Blue Jay Review

Blue Jay is a 2016 black & white drama about two former high school sweethearts who bump into each other years later and reflect on an unsettled past.

It’s the unexpected encounters in the safe corners of our lives that can have the greatest impact. Old friends and old lovers can come from any corner and it’s how we deal with these moments that help define who we’ve grown to be. Naturally, we all look back, but how often can we do it with someone we long ago parted ways with? With Blue Jay, an intriguing black & white film, that exploration is a deeply personal observation that brings two former lovers to a time and place they thought was lost. But is it right?

Jim (Mark Duplass) comes back to his hometown after his mother passes to settle the house and property. She had kept everything as it was for over twenty years, keeping and collecting all her son’s possessions just as he left them. Jim has not completely fulfilled the promise of his youth and feels some disillusionment in the rough road his life has taken. Perhaps the house could be a new direction.

At the town grocery store where Jim is shopping, in walks Amanda (Sarah Paulson), his high school sweetheart, a woman he has not seen since. There is a moment of recognition and then awkwardness and then a sense of comfort. They fumble over some words and it’s not long before they decide to catch up. A coffee turns into a long walk, and a stroll through some old haunts, and at last, back to his mother’s house where they discover his old room, filled with relics of their past. This includes old clothes, music, love letters and even recordings they made together as teenagers. As they fall back in time, they waken to the truths of the present, scarred by questions of the past.

Directed by Alexandre Lehmann, and written by Duplass, Blue Jay is a dialogue-heavy film that stretches credibility on a few occasions, but is a mostly very grounded tale of two people who were once very clearly in love, young explorers with proper dreams of a future unencumbered by reality who now live in that truth and find some escape in their pasts. Boosted by two very natural performances (save for one brief appearance by one other actor, they share the entire film alone), and a nostalgic script, there is a genuine pull for one’s own self-reflection. 

These performances are the key in what is essentially a filmed stage-play. Duplass has consistently proven himself a quality presence, a slightly edgy actor that uses small gestures and minimal expression in his work. Here, as Jim, he is a lonely, internally angry man, bearded and weighted, forced to face his youth, even without meeting Amanda. She is a married woman to a man more than twenty years older, and clearly in a state of limbo about the decades from her teens to now. Paulson is so effortlessly sincere here, a woman imploding and desperate for affection, it’s arresting. Together, the sense of incompleteness hangs between them like a serrated blade.

They try to avoid the obvious at first, playing coy and enjoying the memories, maybe a bit too much as they role-play themselves as a happily married couple, which leads to a vulnerable moment afterward. What separated these two for so long lingers throughout as we are left to guess until its startling revelation. Yet, a fundamental flaw exists concerning a letter that Jim wrote to Amanda twenty-two years earlier, one that she discovers in the house but doesn’t tell him she’s found until it serendipitously becomes exposed. That the contents of the letter are revealed ruins what might have been a defining moment, much like the whisper at the end of Lost in Translation, and so closes a question much better left unanswered.

Blue Jay is an engaging tale that captures a lot about what we are as a naturally reflective species, and as it comes to an ambiguous end, we wonder about what has been learned and where it will go. A slightly flawed experience, this remains a touching and earnest film worth a look.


(ACTIVITY):
Find every line in the records that holds the string "Package". Copy each one.

>>>

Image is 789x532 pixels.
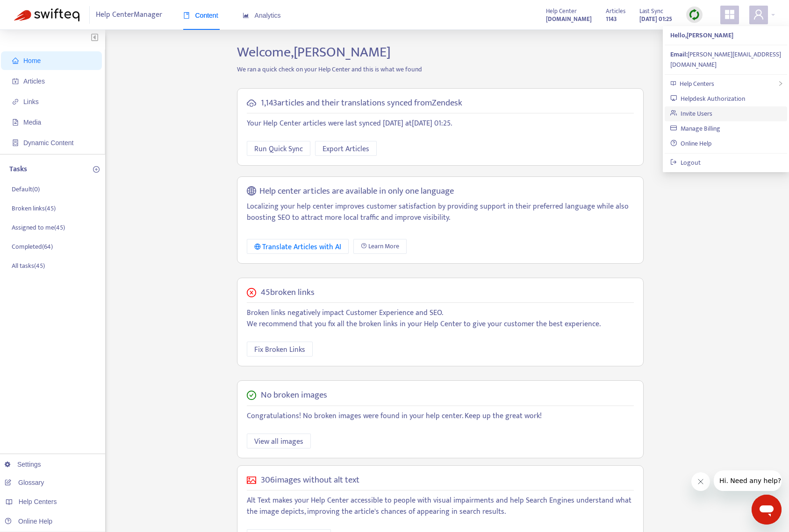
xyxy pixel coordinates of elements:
a: Online Help [5,518,52,525]
a: Glossary [5,479,44,487]
strong: Hello, [PERSON_NAME] [670,30,734,40]
span: plus-circle [93,166,100,173]
span: Analytics [242,12,281,19]
span: Export Articles [323,143,370,155]
span: Help Centers [18,498,57,506]
a: [DOMAIN_NAME] [546,13,592,24]
div: Translate Articles with AI [254,241,342,253]
a: Settings [5,461,41,468]
strong: [DATE] 01:25 [639,14,672,24]
span: Content [184,12,218,19]
button: Translate Articles with AI [247,239,349,254]
p: Congratulations! No broken images were found in your help center. Keep up the great work! [247,411,634,422]
img: sync.dc5367851b00ba804db3.png [688,9,700,21]
span: Help Center [546,6,577,17]
p: Localizing your help center improves customer satisfaction by providing support in their preferre... [247,201,634,224]
span: appstore [724,9,735,20]
p: Completed ( 64 ) [12,242,53,252]
span: cloud-sync [247,99,256,108]
img: Swifteq [14,8,80,21]
span: account-book [12,78,18,85]
span: file-image [12,119,18,126]
span: Welcome, [PERSON_NAME] [237,40,391,64]
p: Your Help Center articles were last synced [DATE] at [DATE] 01:25 . [247,118,634,129]
span: container [12,140,18,146]
span: close-circle [247,288,256,297]
a: Logout [670,157,700,168]
iframe: Close message [692,473,710,491]
span: Media [23,119,41,126]
span: Help Centers [680,78,714,89]
span: book [184,12,190,18]
a: Learn More [354,239,407,254]
p: Broken links ( 45 ) [12,204,55,214]
button: Fix Broken Links [247,342,313,357]
a: Online Help [670,138,711,149]
span: link [12,99,18,105]
span: Help Center Manager [96,6,162,24]
span: right [778,81,783,86]
iframe: Message from company [714,471,781,491]
h5: 306 images without alt text [261,476,359,486]
h5: 1,143 articles and their translations synced from Zendesk [261,98,462,109]
a: Invite Users [670,108,712,119]
span: area-chart [242,12,249,18]
div: [PERSON_NAME][EMAIL_ADDRESS][DOMAIN_NAME] [670,49,781,70]
a: Helpdesk Authorization [670,93,745,104]
strong: [DOMAIN_NAME] [546,14,592,24]
strong: 1143 [605,14,617,24]
h5: Help center articles are available in only one language [260,186,454,197]
p: We ran a quick check on your Help Center and this is what we found [230,65,651,74]
span: Home [23,57,40,65]
p: Default ( 0 ) [12,184,40,194]
h5: No broken images [261,390,327,401]
p: Broken links negatively impact Customer Experience and SEO. We recommend that you fix all the bro... [247,308,634,330]
strong: Email: [670,49,688,59]
span: Fix Broken Links [254,344,305,356]
span: check-circle [247,391,256,400]
span: Dynamic Content [23,139,74,147]
button: Export Articles [315,141,377,156]
span: user [753,9,764,20]
button: View all images [247,433,311,449]
span: global [247,186,256,197]
p: Alt Text makes your Help Center accessible to people with visual impairments and help Search Engi... [247,495,634,518]
span: Learn More [368,241,399,252]
p: Tasks [10,164,27,175]
span: Articles [23,78,45,86]
p: Assigned to me ( 45 ) [12,223,65,233]
span: home [12,58,18,64]
a: Manage Billing [670,123,720,134]
span: Articles [605,6,626,17]
span: Run Quick Sync [254,143,303,155]
p: All tasks ( 45 ) [12,261,45,271]
span: Last Sync [639,6,663,17]
h5: 45 broken links [261,287,314,298]
button: Run Quick Sync [247,141,310,156]
span: Links [23,98,39,106]
span: View all images [254,436,304,448]
span: picture [247,476,256,485]
iframe: Button to launch messaging window [752,495,781,524]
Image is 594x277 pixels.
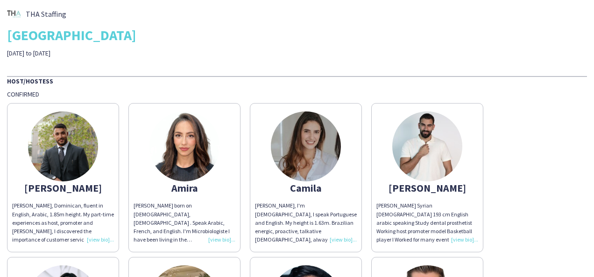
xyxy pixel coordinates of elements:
[7,28,587,42] div: [GEOGRAPHIC_DATA]
[376,202,478,244] div: [PERSON_NAME] Syrian [DEMOGRAPHIC_DATA] 193 cm English arabic speaking Study dental prosthetist W...
[28,112,98,182] img: thumb-3b4bedbe-2bfe-446a-a964-4b882512f058.jpg
[7,90,587,99] div: Confirmed
[7,7,21,21] img: thumb-26f2aabb-eaf0-4a61-9c3b-663b996db1ef.png
[392,112,462,182] img: thumb-66d43ad786d2c.jpg
[376,184,478,192] div: [PERSON_NAME]
[134,184,235,192] div: Amira
[255,202,357,244] div: [PERSON_NAME], I'm [DEMOGRAPHIC_DATA], I speak Portuguese and English. My height is 1.63m. Brazil...
[12,184,114,192] div: [PERSON_NAME]
[255,184,357,192] div: Camila
[271,112,341,182] img: thumb-6246947601a70.jpeg
[12,202,114,244] div: [PERSON_NAME], Dominican, fluent in English, Arabic, 1.85m height. My part-time experiences as ho...
[26,10,66,18] span: THA Staffing
[7,76,587,85] div: Host/Hostess
[7,49,210,57] div: [DATE] to [DATE]
[149,112,220,182] img: thumb-6582a0cdb5742.jpeg
[134,202,235,244] div: [PERSON_NAME] born on [DEMOGRAPHIC_DATA], [DEMOGRAPHIC_DATA] . Speak Arabic, French, and English....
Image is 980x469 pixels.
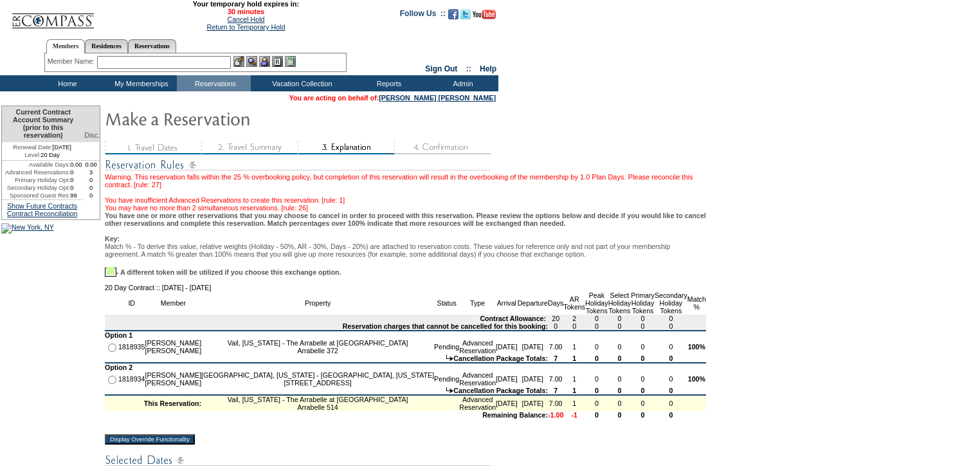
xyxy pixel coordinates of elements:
[631,315,655,323] td: 0
[548,396,563,411] td: 7.00
[105,106,362,132] img: Make Reservation
[496,396,518,411] td: [DATE]
[2,192,70,200] td: Sponsored Guest Res:
[548,355,563,363] td: 7
[585,396,609,411] td: 0
[85,39,128,52] a: Residences
[105,386,548,396] td: Cancellation Package Totals:
[2,161,70,169] td: Available Days:
[563,411,585,419] td: -1
[563,386,585,396] td: 1
[609,315,632,323] td: 0
[105,452,490,468] img: Reservation Dates
[548,323,563,331] td: 0
[448,9,458,20] img: Become our fan on Facebook
[272,56,283,67] img: Reservations
[350,76,425,92] td: Reports
[655,339,688,355] td: 0
[631,411,655,419] td: 0
[609,291,632,315] td: Select Holiday Tokens
[563,396,585,411] td: 1
[101,8,390,15] span: 30 minutes
[105,355,548,363] td: Cancellation Package Totals:
[2,176,70,184] td: Primary Holiday Opt:
[548,411,563,419] td: -1.00
[105,211,706,276] div: You have one or more other reservations that you may choose to cancel in order to proceed with th...
[118,339,145,355] td: 1818935
[145,371,201,386] td: [PERSON_NAME] [PERSON_NAME]
[585,371,609,386] td: 0
[459,291,496,315] td: Type
[2,106,83,142] td: Current Contract Account Summary (prior to this reservation)
[655,371,688,386] td: 0
[70,169,83,176] td: 0
[83,176,99,184] td: 0
[631,396,655,411] td: 0
[83,184,99,192] td: 0
[585,355,609,363] td: 0
[496,371,518,386] td: [DATE]
[105,157,490,173] img: subTtlResRules.gif
[246,56,257,67] img: View
[227,15,264,23] a: Cancel Hold
[395,141,490,155] img: step4_state1.gif
[105,331,706,339] td: Option 1
[48,56,97,67] div: Member Name:
[548,371,563,386] td: 7.00
[631,291,655,315] td: Primary Holiday Tokens
[227,339,409,346] nobr: Vail, [US_STATE] - The Arrabelle at [GEOGRAPHIC_DATA]
[655,386,688,396] td: 0
[655,291,688,315] td: Secondary Holiday Tokens
[105,173,706,188] div: Warning. This reservation falls within the 25 % overbooking policy, but completion of this reserv...
[688,291,706,315] td: Match %
[343,323,548,330] b: Reservation charges that cannot be cancelled for this booking:
[655,411,688,419] td: 0
[609,386,632,396] td: 0
[631,371,655,386] td: 0
[518,396,548,411] td: [DATE]
[473,10,496,20] img: Subscribe to our YouTube Channel
[70,161,83,169] td: 0.00
[631,386,655,396] td: 0
[609,411,632,419] td: 0
[563,355,585,363] td: 1
[145,291,201,315] td: Member
[7,210,78,218] a: Contract Reconciliation
[29,76,103,92] td: Home
[563,315,585,323] td: 2
[563,371,585,386] td: 1
[459,371,496,386] td: Advanced Reservation
[251,76,350,92] td: Vacation Collection
[2,169,70,176] td: Advanced Reservations:
[105,188,706,211] div: You have insufficient Advanced Reservations to create this reservation. [rule: 1] You may have no...
[105,284,706,291] td: 20 Day Contract :: [DATE] - [DATE]
[655,355,688,363] td: 0
[234,56,244,67] img: b_edit.gif
[400,8,446,23] td: Follow Us ::
[609,371,632,386] td: 0
[207,23,285,31] a: Return to Temporary Hold
[563,291,585,315] td: AR Tokens
[201,291,434,315] td: Property
[83,161,99,169] td: 0.00
[434,339,459,355] td: Pending
[631,339,655,355] td: 0
[585,323,609,331] td: 0
[496,339,518,355] td: [DATE]
[285,56,296,67] img: b_calculator.gif
[459,396,496,411] td: Advanced Reservation
[518,339,548,355] td: [DATE]
[105,141,201,155] img: step1_state3.gif
[585,291,609,315] td: Peak Holiday Tokens
[585,315,609,323] td: 0
[70,192,83,200] td: 99
[118,291,145,315] td: ID
[177,76,251,92] td: Reservations
[2,142,83,151] td: [DATE]
[563,339,585,355] td: 1
[585,411,609,419] td: 0
[128,39,176,52] a: Reservations
[378,94,496,102] a: [PERSON_NAME] [PERSON_NAME]
[24,151,41,159] span: Level:
[290,94,496,102] span: You are acting on behalf of:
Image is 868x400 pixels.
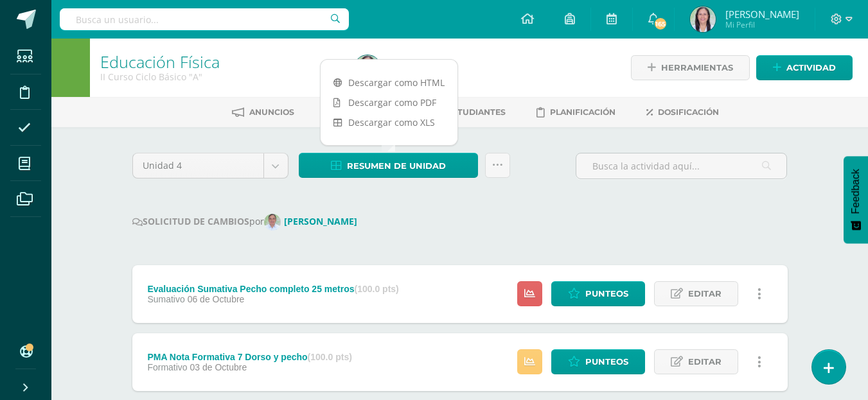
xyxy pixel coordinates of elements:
[654,17,668,31] span: 165
[355,55,380,81] img: 9369708c4837e0f9cfcc62545362beb5.png
[347,154,446,178] span: Resumen de unidad
[646,102,719,122] a: Dosificación
[308,351,352,362] strong: (100.0 pts)
[537,102,616,122] a: Planificación
[726,8,800,20] span: [PERSON_NAME]
[661,56,734,80] span: Herramientas
[132,216,250,227] strong: SOLICITUD DE CAMBIOS
[551,282,645,306] a: Punteos
[298,152,478,178] a: Resumen de unidad
[188,294,245,304] span: 06 de Octubre
[447,107,505,117] span: Estudiantes
[59,9,349,30] input: Busca un usuario...
[851,169,862,214] span: Feedback
[690,7,716,32] img: 9369708c4837e0f9cfcc62545362beb5.png
[147,283,399,294] div: Evaluación Sumativa Pecho completo 25 metros
[429,102,505,122] a: Estudiantes
[147,362,187,373] span: Formativo
[284,216,358,227] strong: [PERSON_NAME]
[551,350,645,375] a: Punteos
[658,107,719,117] span: Dosificación
[147,351,352,362] div: PMA Nota Formativa 7 Dorso y pecho
[550,107,616,117] span: Planificación
[631,55,750,81] a: Herramientas
[232,102,295,122] a: Anuncios
[585,350,629,374] span: Punteos
[756,55,853,81] a: Actividad
[688,282,722,306] span: Editar
[844,156,868,244] button: Feedback - Mostrar encuesta
[585,282,629,306] span: Punteos
[100,50,220,73] a: Educación Física
[100,71,339,83] div: II Curso Ciclo Básico 'A'
[688,350,722,374] span: Editar
[133,153,288,178] a: Unidad 4
[576,153,786,179] input: Busca la actividad aquí...
[264,214,281,230] img: a7d04fabb49ee917d76a2b47dbb1df29.png
[321,73,458,92] a: Descargar como HTML
[132,214,788,230] div: por
[726,19,800,30] span: Mi Perfil
[143,153,254,178] span: Unidad 4
[250,107,295,117] span: Anuncios
[321,113,458,132] a: Descargar como XLS
[147,294,185,304] span: Sumativo
[786,56,836,80] span: Actividad
[191,362,248,373] span: 03 de Octubre
[355,283,399,294] strong: (100.0 pts)
[100,52,339,71] h1: Educación Física
[321,92,458,113] a: Descargar como PDF
[264,216,363,227] a: [PERSON_NAME]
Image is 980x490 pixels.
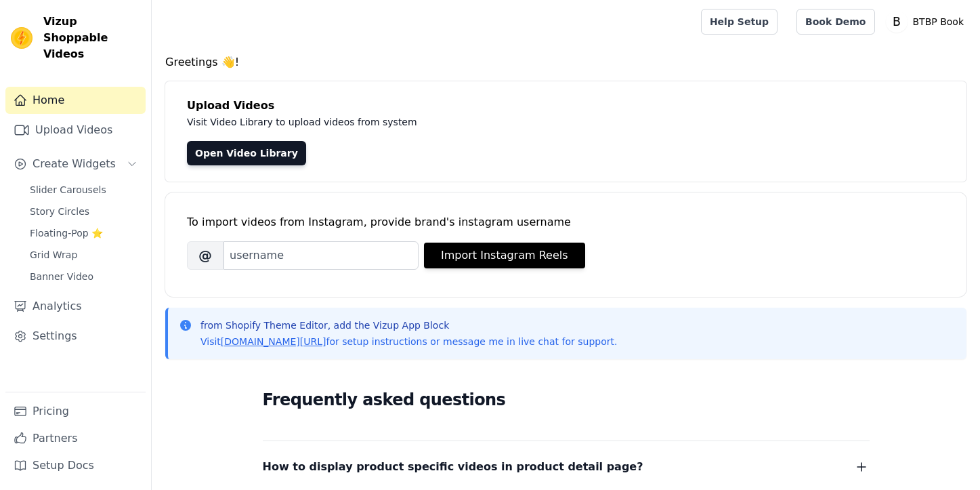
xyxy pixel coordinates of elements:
span: Vizup Shoppable Videos [43,13,140,62]
span: Floating-Pop ⭐ [30,227,103,240]
span: Slider Carousels [30,183,106,197]
p: Visit Video Library to upload videos from system [187,114,793,130]
span: @ [187,241,223,270]
a: Banner Video [22,267,145,286]
a: Story Circles [22,202,145,221]
a: Upload Videos [6,116,145,144]
a: Floating-Pop ⭐ [22,223,145,243]
span: Banner Video [30,270,94,283]
a: Help Setup [701,9,778,35]
a: Open Video Library [187,141,306,165]
a: Slider Carousels [22,180,145,199]
div: To import videos from Instagram, provide brand's instagram username [187,214,944,230]
a: Book Demo [797,9,874,35]
a: [DOMAIN_NAME][URL] [221,336,326,347]
p: BTBP Book [907,9,969,34]
a: Setup Docs [6,452,145,479]
input: username [223,241,418,270]
img: Vizup [11,27,32,49]
a: Analytics [6,292,145,320]
a: Partners [6,425,145,452]
h4: Greetings 👋! [165,54,966,71]
button: How to display product specific videos in product detail page? [263,458,870,477]
a: Grid Wrap [22,245,145,264]
a: Home [6,86,145,114]
p: from Shopify Theme Editor, add the Vizup App Block [201,318,617,332]
text: B [892,15,900,28]
span: Create Widgets [32,156,116,172]
h2: Frequently asked questions [263,386,870,414]
span: Story Circles [30,204,90,218]
a: Settings [6,322,145,350]
button: Create Widgets [6,150,145,178]
p: Visit for setup instructions or message me in live chat for support. [201,335,617,348]
span: How to display product specific videos in product detail page? [263,458,643,477]
button: Import Instagram Reels [424,243,585,268]
h4: Upload Videos [187,97,944,114]
span: Grid Wrap [30,248,77,262]
a: Pricing [6,398,145,425]
button: B BTBP Book [885,9,969,34]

<<<

(EXERCISE RESPONSE):
[105,386,548,396] td: Cancellation Package Totals:
[105,355,548,363] td: Cancellation Package Totals:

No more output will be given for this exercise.